Does self-analysis of games even improve chess skills?
If you don't learn anything from your analysis, then no...it won't help. But looking at your games you should be able to see, particularly with the computer's help of what the better moves are... Where you did not make the best move possible.... But then it's up to you to understand why it wasn't the best move...
Unfortunately, to get really good at chess... Does require some work on your part.... Study..... Unless you're just an extremely gifted person. Studying your own games is a very beneficial part of that especially while they're still fresh in your own mind... You will see things that you didn't see during the game... Just like working puzzles if you see situations enough.... You'll remember them. For somebody like me that may take seeing them hundreds of times.... For a gifted person... A real savant at chess... They may only have to see them once.

Yes, for sure you should look through your games on your own, to see if you can spot the mistakes you made, and to try to come up with better moves that you could've played, instead.
Then, check again with an engine, to see what you missed.
You likely won't be able to remember everything or even to understand all of it. But if you even learn just one thing from each game - it's like a droplet of water into a bucket.
Eventually, you can fill a whole bucket with tiny drops.

You fundamentally misunderstood how the whole process works. The goal is not only to learn what to do in the exact same position. The goal is to spot patterns that will be useful in billions of different positions.
By your logic, practicing tennis is also completely useless. There is absolutely zero chance that any ball ever comes to exactly the same spot from exactly the same direction, speed and spin.

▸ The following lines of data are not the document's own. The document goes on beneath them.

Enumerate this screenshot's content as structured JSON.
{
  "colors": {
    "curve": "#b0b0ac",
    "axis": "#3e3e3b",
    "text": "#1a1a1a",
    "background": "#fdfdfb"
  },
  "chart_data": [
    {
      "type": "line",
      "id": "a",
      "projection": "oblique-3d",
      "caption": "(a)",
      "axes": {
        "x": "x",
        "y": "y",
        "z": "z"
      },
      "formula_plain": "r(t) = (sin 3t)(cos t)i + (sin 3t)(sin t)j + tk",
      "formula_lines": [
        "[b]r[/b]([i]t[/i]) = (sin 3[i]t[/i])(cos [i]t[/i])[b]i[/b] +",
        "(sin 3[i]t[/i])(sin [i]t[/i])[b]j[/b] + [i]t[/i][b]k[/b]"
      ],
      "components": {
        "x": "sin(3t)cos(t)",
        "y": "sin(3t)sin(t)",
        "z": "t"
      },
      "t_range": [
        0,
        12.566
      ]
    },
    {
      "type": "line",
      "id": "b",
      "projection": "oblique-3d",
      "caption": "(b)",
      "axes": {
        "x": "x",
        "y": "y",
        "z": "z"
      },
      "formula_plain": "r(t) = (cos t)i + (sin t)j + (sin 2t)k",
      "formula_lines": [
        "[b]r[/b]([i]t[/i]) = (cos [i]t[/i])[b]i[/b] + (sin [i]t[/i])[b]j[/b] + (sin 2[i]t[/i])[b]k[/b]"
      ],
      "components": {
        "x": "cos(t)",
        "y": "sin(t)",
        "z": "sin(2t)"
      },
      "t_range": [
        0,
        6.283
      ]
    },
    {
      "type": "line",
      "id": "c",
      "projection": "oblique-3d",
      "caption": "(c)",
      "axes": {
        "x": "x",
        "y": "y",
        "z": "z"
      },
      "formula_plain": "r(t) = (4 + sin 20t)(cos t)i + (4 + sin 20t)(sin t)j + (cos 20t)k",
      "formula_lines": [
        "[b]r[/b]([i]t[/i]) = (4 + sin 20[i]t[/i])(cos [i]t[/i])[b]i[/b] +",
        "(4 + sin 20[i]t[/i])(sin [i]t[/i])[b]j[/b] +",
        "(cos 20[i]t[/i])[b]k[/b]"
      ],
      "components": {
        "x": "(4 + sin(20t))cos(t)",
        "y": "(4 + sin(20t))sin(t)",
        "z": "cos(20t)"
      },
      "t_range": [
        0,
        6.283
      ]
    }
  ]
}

I find the game review feature to be of minimal value at my beginner level. Sure, the engine will point out a blunder, but I already knew that I had blundered. When the engine, which is around 3500, suggests a best move, it isn't usually helpful, because as a 1000 player, I am never going to find that solution. Example: in a recent game, I blundered, leaving a hanging knight. The engine, however, said the move was "brilliant", treating it as a sacrifice, not a blunder, that eventually - eventually! - would result in a winning position. In the game, my opponent, also a beginner level, jumped on the hanging knight and proceeded to win the game.
Yes, self-analysis of your games is one of the most useful ways to improve.
I agree that the computer Game Review is not very helpful. It can tell you if you made an opening mistake or a mistake in a tactical sequence.
However, it does not EXPLAIN why one plan is superior to another. It does not identify the aspects of the position that make one plan better. This is the kind of understanding that distinguishes an advanced player. And this is what you should try to do when you analyze a game
Also, learning is most effective—faster, deeper, more lasting—when the learning process is active and meaningful. A player who spends 30 to 60 minutes analyzing one of their tournament games will learn more than another player who looks at the Game Review without trying to understand the reasons for the suggested moves, or another player who spends the same amount of time playing speed chess or trying to memorize an opening sequence.

If you do this for a few games you start noticing a pattern. That is what you want.
When your elo rises the nature of your ‘oh yeah that was stupid’ moments will change accordingly to your strength.

Top-level players routinely review their games to understand both tactical and strategic errors. It’s a proven method to identify weaknesses and refine strengths.

None of the famous players, not one, got to the place they ended up in without severe studying.
Not Bobby Fischer, not Garry Kasparov, not Magnus Carlsen, not Paul Morphy. Nobody.
No "natural talent" can give you a shortcut to studying. To be good at chess, you need to know a lot of chess patterns. Scientists estimate that top chessplayers spent about 50,000 hours on learning chess and learn about 50,000 chess patterns in this time.